IQNA: What is the ideological basis of the Hindutva movement in India and why is it so popular in India?

Subramanian: Hindutva or the ideology of Hindu-ness, is built around the vision of India as a primarily or exclusively Hindu nation. This is both a cultural and political vision. V.D. Savarkar, an early influential Hindu nationalist leader, defined the Hindu with reference to cultural and territorial belonging – a view of India as fatherland and sacred land - rather than religious faith and practice.

While this view notionally includes non-Hindus who share this view, it in effect suspects the national loyalties of those whose religious sentiments tie them to events and stories outside India. Some Hindu nationalists such as Golwalkar, who led the Rashtriya Swayamsevak Sangh for over three decades, openly said that they wanted Muslims to always be second class citizens whose status would be similar to that of Jews in Nazi Germany.

 

IQNA: How do you see the future of India given the actions of the BJP?

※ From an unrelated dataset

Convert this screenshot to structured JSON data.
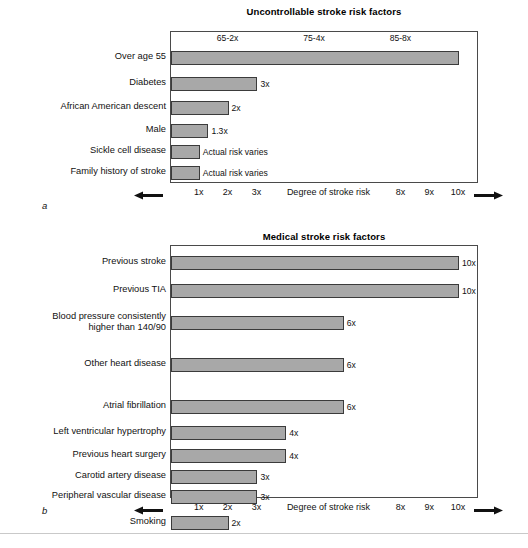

Subramanian: The BJP is giving effect to its view of India as a primarily Hindu nation. It only polled 37.4% of the vote in the last national elections of 2019, yet got an absolute majority of parliamentary seats because the rest of the vote was split among a variety of parties.

 The BJP remains the most effective party in mobilizing voters across India. The other parties either have more limited pockets of support or are organizationally weak, and have not effectively coordinated with one another to oppose the BJP. These circumstances make it likely that the BJP will continue in power although it has not effectively governed the country and development has declined over the past decade.